The lesson: build with a real vuln target on day one. If I had only relied on unit tests with mocked DB responses, this would have shipped broken to every user.



Lessons

  1. Native > web wrapper for tools. Async Rust port scans crush JavaScript-in-WebView every time.
  2. Test against real targets early. Mocked tests would have hidden the UNION bug indefinitely.
  3. Pick one split mechanism. Tauri's --split-per-abi and Gradle's splits.abi don't coexist. Pick one.
  4. Sanity check artifact sizes in CI. A < 5MB check would have caught the empty-shell bug before release.
  5. Pentest tools have weird requirements.
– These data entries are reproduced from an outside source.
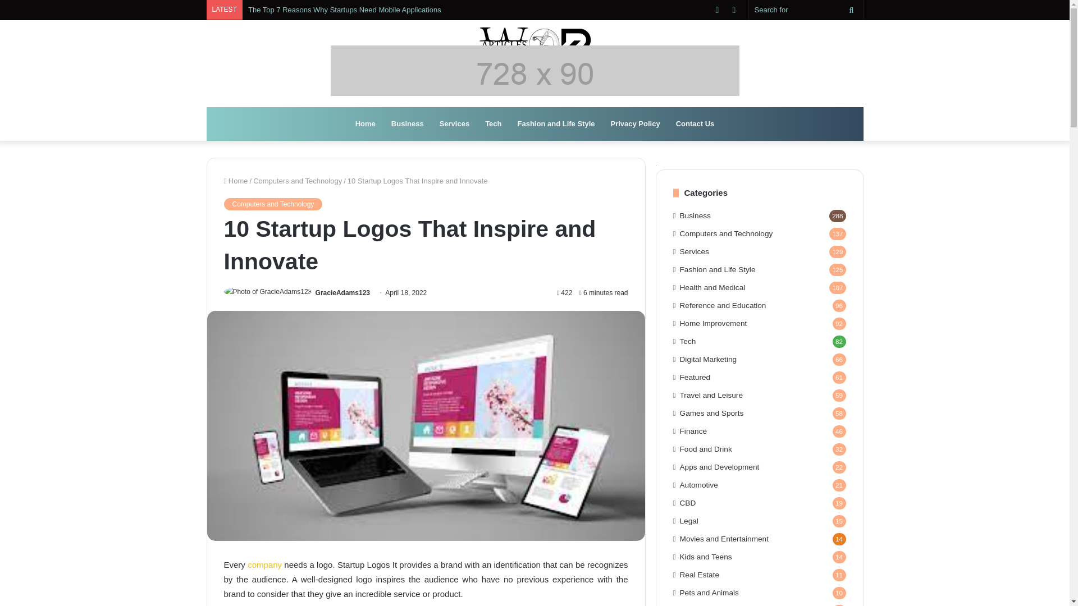 This screenshot has width=1078, height=606. I want to click on Search for, so click(851, 10).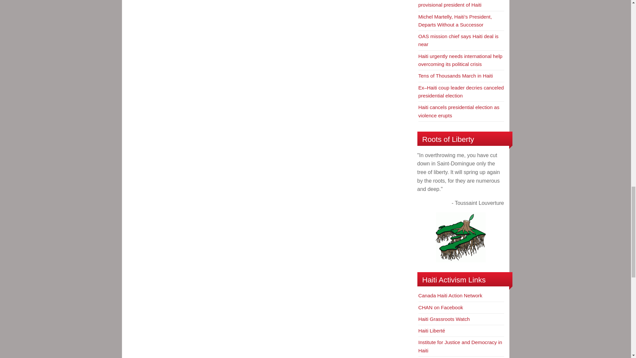 The height and width of the screenshot is (358, 636). Describe the element at coordinates (453, 4) in the screenshot. I see `Former Senate leader selected provisional president of Haiti` at that location.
Cleartext HTTP, root-free port scans, offline operation — none of which match Android's default app profile.

What's Next

  • Bluetooth/BLE recon module
  • Local AI model for response analysis (offline LLM via candle-rs)
  • More tamper scripts for SQLi WAF bypass
  • Burp-style intercepting proxy

If you've got an idea, drop it as an issue: https://github.com/tegal1337/PocketPentester/issues


Repo: https://github.com/tegal1337/PocketPentester
Download: https://github.com/tegal1337/PocketPentester/releases/latest

Free and open source. MIT license. Built so you never miss the next train.